Tuesday, November 7, 2006

Believing in God

Atheistic philosopher Ken Taylor is puzzled that smart people can still believe in God in a technological age. The fact that we live in the modern world should, folks like Taylor think, preclude belief in pre-modern superstitions, as if belief is made obsolete by the development of air conditioning and DVD players.

Anyway, Taylor says this:

One should want to believe in the existence of god only if one is confident that such belief is capable of being ratified by either reasoned argument or direct experience.

Actually, no. One should want to believe in the existence of God because God is a necessary condition for there to be meaning, morality, justice, and dignity in life. God is also a ground for man's hope that there is life beyond corporeal death. Thus one might well be inclined to hope that there is a God and, finding no good arguments that dash that hope and several good reasons to think there is a God, is rational if he allows that hope to evolve into a belief.

At the very least, an atheist can, I think, argue the theist to a stand-still with counterarguments. If you start out neutral with respect to god and try to reason your way to his existence by appeal to any of the traditional philosophical arguments, you just aren't going to get all the way to positive belief, in my humble opinion.

But why start out neutral? Lots of people start out believing that God exists. They have reasons for their belief and no serious reason not to believe. So why shouldn't they continue to believe? A man might believe that his wife loves him although he can't prove it, but the inability to gain proof is no reason to asdopt a stance of neutrality. Why, if a person is convinced that God exists, should they somehow try to stifle that belief? Isn't that irrational?

The very worst that can be said for them [arguments for God's existence] is that they are all demonstrably invalid and incapable of compelling rational belief in the existence of god.

This is not true, either. The classical arguments for the existence of God fall short of being proofs, not because they are invalid, but because one is not logically compelled to accept some of the premises of the argument. For example, elementary forms of the Cosmological argument might run like this:

  • 1. Every event has a cause
  • 2. No event causes itself
  • 3. The coming to be of the world is an event
  • 4. Therefore, the coming to be of the world has a cause outside of itself.

This argument is perfectly valid, but it's not philosophically compelling for two reasons: First, it's possible to deny the first premise, and, second, even if the first premise is granted, the argument doesn't lead to the existence of the God of theism. It simply leads to some nebulous cause of the initial cosmic explosion.

Nevertheless, that is not nothing. The believer could hold that the first premise is reasonable, even if it can't be proven, and therefore conclude that the argument does suggest the strong possibility of the existence of a transcendent creative agent.

The problem with this approach, as I see it, is that if you take yourself to be positing god merely in order to endow one's life with meaning and you do so with no rational basis for really and truly believing that god exists, then you seem to be engaging in a kind of pretense.

The trouble with Taylor's statement is that by "rational basis" he means deductive proof. If deductive proof were the only rational basis we had for our believings then there would be very few things we'd believe. Among the things we would not be able to believe if we required certainty for our beliefs is that believing in God without proof is a "pretense". There is, after all, no proof for that strange claim.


- Exercise details
Could you reproduce the material below exactly, from the line containing "xyxy pixel coordinates" through its last line, and leave out everything else?

- Material for this task
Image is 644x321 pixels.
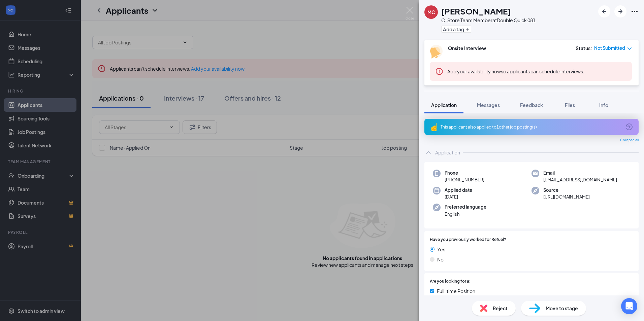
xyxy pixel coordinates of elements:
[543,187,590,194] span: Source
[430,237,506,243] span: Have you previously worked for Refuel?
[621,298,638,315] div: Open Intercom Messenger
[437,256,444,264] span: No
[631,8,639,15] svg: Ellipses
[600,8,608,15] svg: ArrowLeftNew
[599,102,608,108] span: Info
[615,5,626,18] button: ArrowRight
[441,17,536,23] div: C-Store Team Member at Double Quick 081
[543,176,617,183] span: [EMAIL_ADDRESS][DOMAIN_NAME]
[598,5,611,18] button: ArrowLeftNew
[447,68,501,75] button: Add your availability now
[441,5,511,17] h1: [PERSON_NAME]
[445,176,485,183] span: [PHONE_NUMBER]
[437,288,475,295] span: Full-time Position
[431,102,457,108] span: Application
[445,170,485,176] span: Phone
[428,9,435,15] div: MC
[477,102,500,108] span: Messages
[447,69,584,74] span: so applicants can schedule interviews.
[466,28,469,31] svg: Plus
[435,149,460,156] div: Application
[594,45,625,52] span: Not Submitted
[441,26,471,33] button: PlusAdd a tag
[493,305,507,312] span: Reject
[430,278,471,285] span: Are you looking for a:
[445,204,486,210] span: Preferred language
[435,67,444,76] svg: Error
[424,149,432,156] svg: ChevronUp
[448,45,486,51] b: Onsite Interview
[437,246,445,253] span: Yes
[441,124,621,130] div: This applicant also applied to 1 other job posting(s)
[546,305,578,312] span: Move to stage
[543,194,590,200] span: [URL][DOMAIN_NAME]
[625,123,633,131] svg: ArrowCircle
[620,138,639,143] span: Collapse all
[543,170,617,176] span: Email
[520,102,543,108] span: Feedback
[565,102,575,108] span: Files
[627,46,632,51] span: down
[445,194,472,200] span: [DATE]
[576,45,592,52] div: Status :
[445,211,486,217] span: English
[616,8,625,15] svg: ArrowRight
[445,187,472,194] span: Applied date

- Reply to the exercise
xyxy pixel coordinates of elements:
[543,187,590,194] span: Source
[430,237,506,243] span: Have you previously worked for Refuel?
[621,298,638,315] div: Open Intercom Messenger
[437,256,444,264] span: No
[631,8,639,15] svg: Ellipses
[600,8,608,15] svg: ArrowLeftNew
[599,102,608,108] span: Info
[615,5,626,18] button: ArrowRight
[441,17,536,23] div: C-Store Team Member at Double Quick 081
[543,176,617,183] span: [EMAIL_ADDRESS][DOMAIN_NAME]
[598,5,611,18] button: ArrowLeftNew
[447,68,501,75] button: Add your availability now
[441,5,511,17] h1: [PERSON_NAME]
[445,176,485,183] span: [PHONE_NUMBER]
[437,288,475,295] span: Full-time Position
[431,102,457,108] span: Application
[445,170,485,176] span: Phone
[428,9,435,15] div: MC
[477,102,500,108] span: Messages
[447,69,584,74] span: so applicants can schedule interviews.
[466,28,469,31] svg: Plus
[435,149,460,156] div: Application
[594,45,625,52] span: Not Submitted
[441,26,471,33] button: PlusAdd a tag
[493,305,507,312] span: Reject
[430,278,471,285] span: Are you looking for a:
[445,204,486,210] span: Preferred language
[435,67,444,76] svg: Error
[424,149,432,156] svg: ChevronUp
[448,45,486,51] b: Onsite Interview
[437,246,445,253] span: Yes
[441,124,621,130] div: This applicant also applied to 1 other job posting(s)
[546,305,578,312] span: Move to stage
[543,194,590,200] span: [URL][DOMAIN_NAME]
[625,123,633,131] svg: ArrowCircle
[620,138,639,143] span: Collapse all
[543,170,617,176] span: Email
[520,102,543,108] span: Feedback
[565,102,575,108] span: Files
[627,46,632,51] span: down
[445,194,472,200] span: [DATE]
[576,45,592,52] div: Status :
[445,211,486,217] span: English
[616,8,625,15] svg: ArrowRight
[445,187,472,194] span: Applied date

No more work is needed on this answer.